Wednesday, March 12, 2014

Educating Rivka

If you are one of my siblings or one of my cousins on my mother’s side, and I say that I’m about to tell you the story of Savtah Rivka, the white lace gloves, and the white lace parasol, you’re probably already smiling. It is, after all, a beautiful story that perfectly captures the force of nature that was my grandmother.

Rivka Schorr was born in Jerusalem in the early 1910s, at a time when the Turkish Ottoman Empire stretched over three continents with Jerusalem more or less at the center. World War I raged when she was still a little girl, and when the war was over, and Western Europe had won, the victors broke the Empire apart into numerous new countries. The area of land that the Romans had called Palestine was handed over to the British, and in 1917 the Balfour Declaration vowed that Palestine would become a homeland for the Jews.

Young Rivka Schorr grew up mostly under British rule, and she was still a little girl when the British divided Palestine into two parts. The larger part to the east of the Jordan River was given to a sheikh to create the Hashemite Kingdom of Transjordan. The third to the west of the Jordan River was still promised to the Jews, and she grew up with the hope of seeing that dream become a reality.

Rivka was the daughter of a respected orthodox rabbi, who was also a newspaper editor. She was not my great-grandparents firstborn. She was the youngest. But she was the only one to survive past infancy. Naturally, her parents doted on her.

I don’t know how old she was at the time of this story. My guess is that she was probably twelve or thirteen. Both of my grandmothers grew up in Batei Machaseh, apartments that were built to house Jewish families outside the walls of Jerusalem's Old City, so this is where the story takes place.  

Photo from VirtualJerusalem.com of Batei Machaseh http://www.virtualjerusalem.com/holidays/JerusalemDay/rothsch.jpg


Young Rivka had the proper upbringing for an Orthodox Rabbi’s daughter at the time, which meant she didn’t go to school. There was, as far as I can tell, only one school in the world for Orthodox Jewish school for girls—Bais Yaaakov—and it was very new and very far away in Poland. Orthodox Jewish boys in Jerusalem went to yeshiva, but orthodox Jewish girls were expected to be educated at home by their mothers, governesses or tutors.

This, however, didn’t suit headstrong Rivka Schorr. 

Rivka was determined to go to a real school, never mind what was expected of a rabbi’s daughter!  

The Evelina de Rothschild school for girls in Jerusalem had a required uniform. Rivka couldn’t ask her parents to buy what she needed. Oh, no. They never would have agreed. So she wrote to a cousin in Austria, and asked him to secretly send her a white lace parasol and a white lace pair of gloves. She took them to a hotel in what today is the Armenian Quarter in Jerusalem’s Old City. The hotel belonged to a Jewish woman who later became the grandmother of my writer cousin Emuna Elon’s husband, former Israeli Member of Parliament, Rabbi Binyamin Elon. The hotel’s owner agreed to hold on to the parasol and gloves so that Rivka could pick them up on her way to school.

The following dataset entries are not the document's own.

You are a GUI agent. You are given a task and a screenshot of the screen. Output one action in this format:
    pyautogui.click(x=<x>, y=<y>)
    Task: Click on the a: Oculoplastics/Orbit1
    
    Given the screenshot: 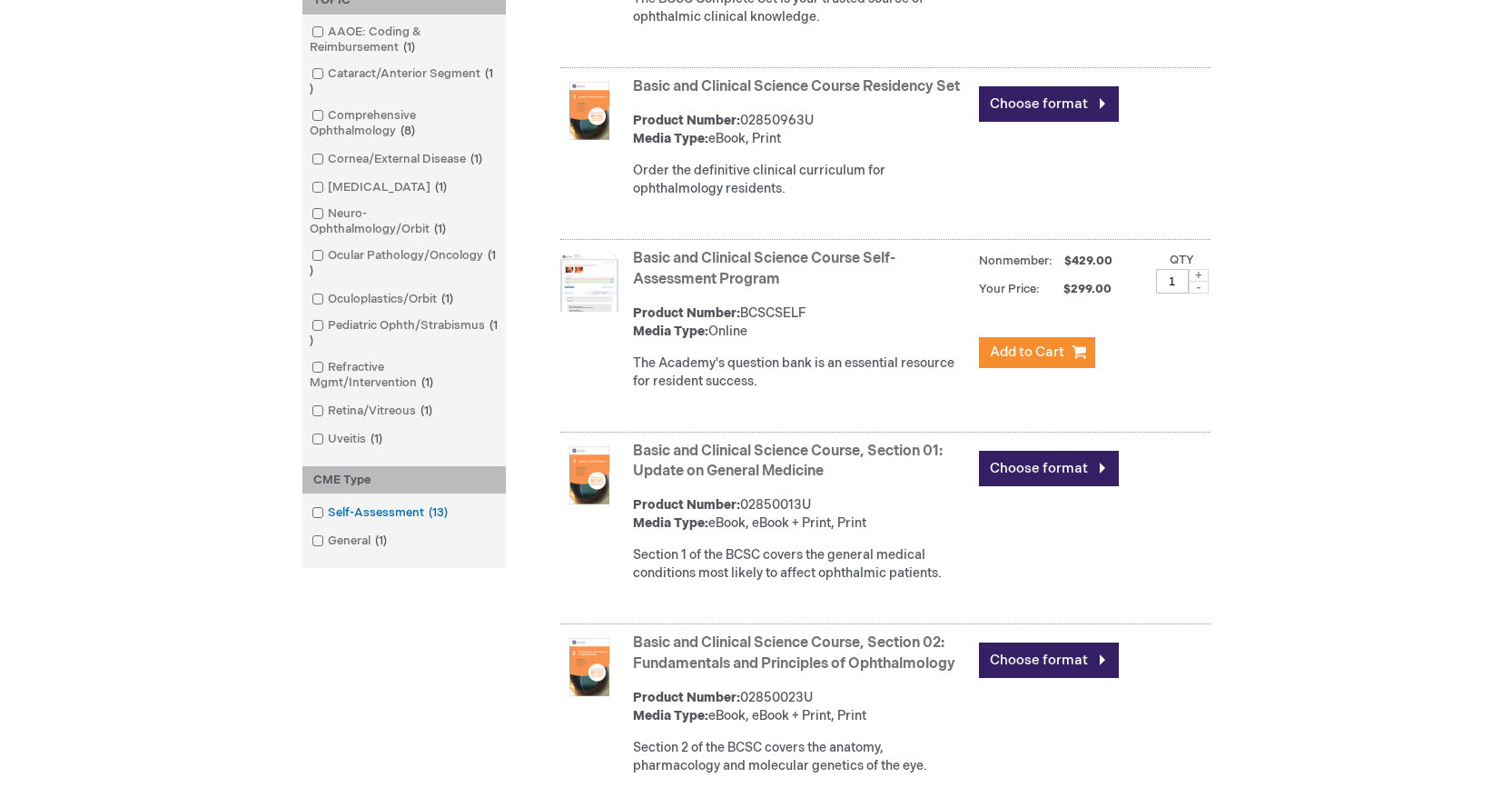 What is the action you would take?
    pyautogui.click(x=383, y=299)
    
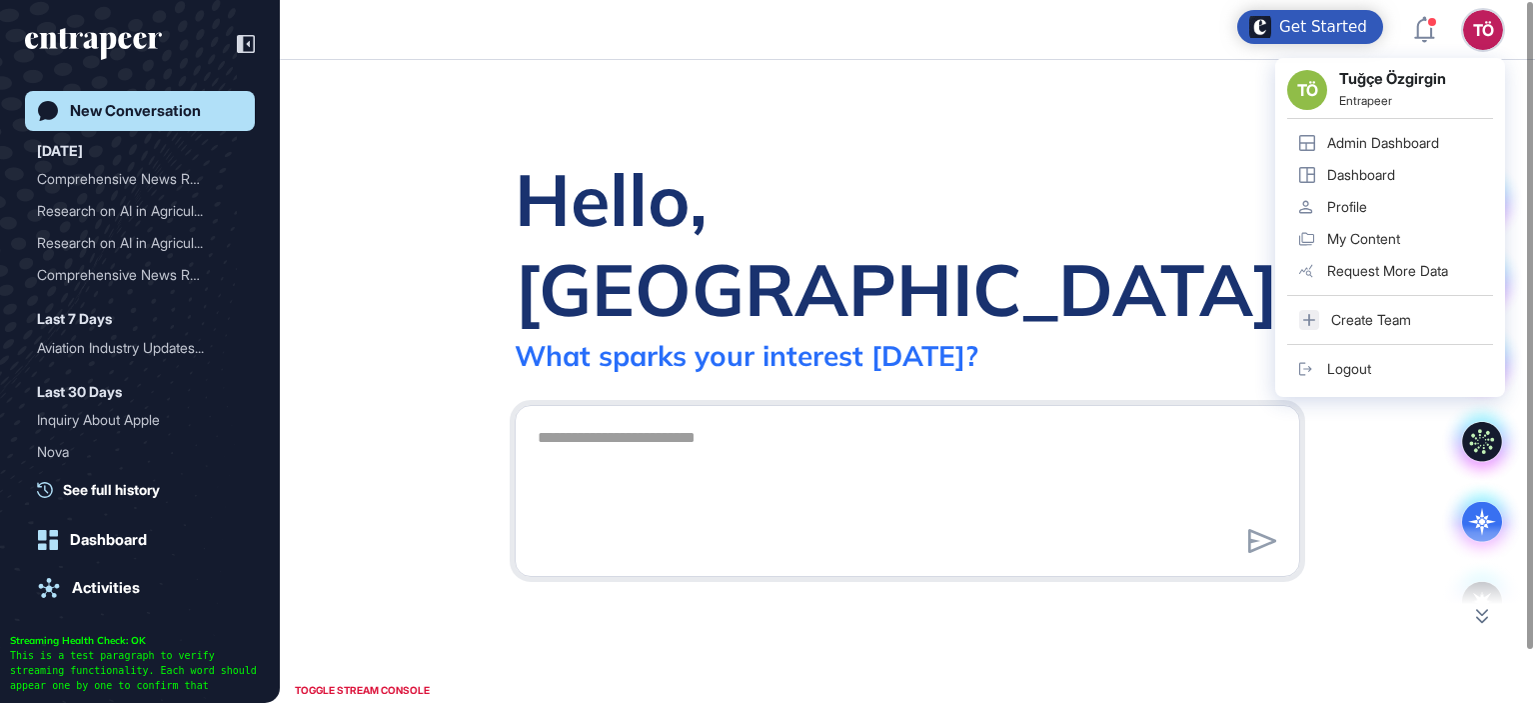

I imagine young Rivka was very proud of herself, sneaking out behind her parents’ backs, conspiring with her European cousin and with the owner of the hotel, and attending school where no one knew that her parents would have disapproved if only they had known what she was up to.

Unfortunately, however, she couldn’t fool everyone.

Somehow the Maggid, the old Jewish version of the town crier, found out, and he was determined to make sure that everyone heard about it.

One day the Maggid marched back and forth in front of the family’s house and cried over and over, “What can be said of the shepherd that lets his own sheep wander?”

My great-grandfather poked his head out the window and asked, “What’s this about?”

The Maggid told him. My great-grandfather was so embarrassed. And young Rivka Schorr’s secret was a secret no longer.

I wish I could say the story has a happier ending, that my Savtah’s father hadn’t bowed to the expectations of orthodox Jewish society in Jerusalem at the time. But he did. Rivka wasn’t punished, of course. Her parents doted on her too much for that. Instead her father expressed his disappointment and told her he would find tutors for her in any subject she wished to study. And he kept that promise.

My grandmother was brilliant and well educated. While her mother could only speak Yiddish, my grandmother learned to converse in Yiddish, Hebrew, Arabic, Ladino, and three other languages. She made friends everywhere she went, and when she got old and it was time for her to move into a nursing home, she was surprised to discover she already knew most of the residents. The women joyfully cried, "Rivka!" and welcomed her with hugs. 

Still, I love to picture my Savtah as a young girl with white lace gloves and a white lace parasol secretly walking to school in Jerusalem, a young girl determined to get an education who would not let society’s expectations stand in her way.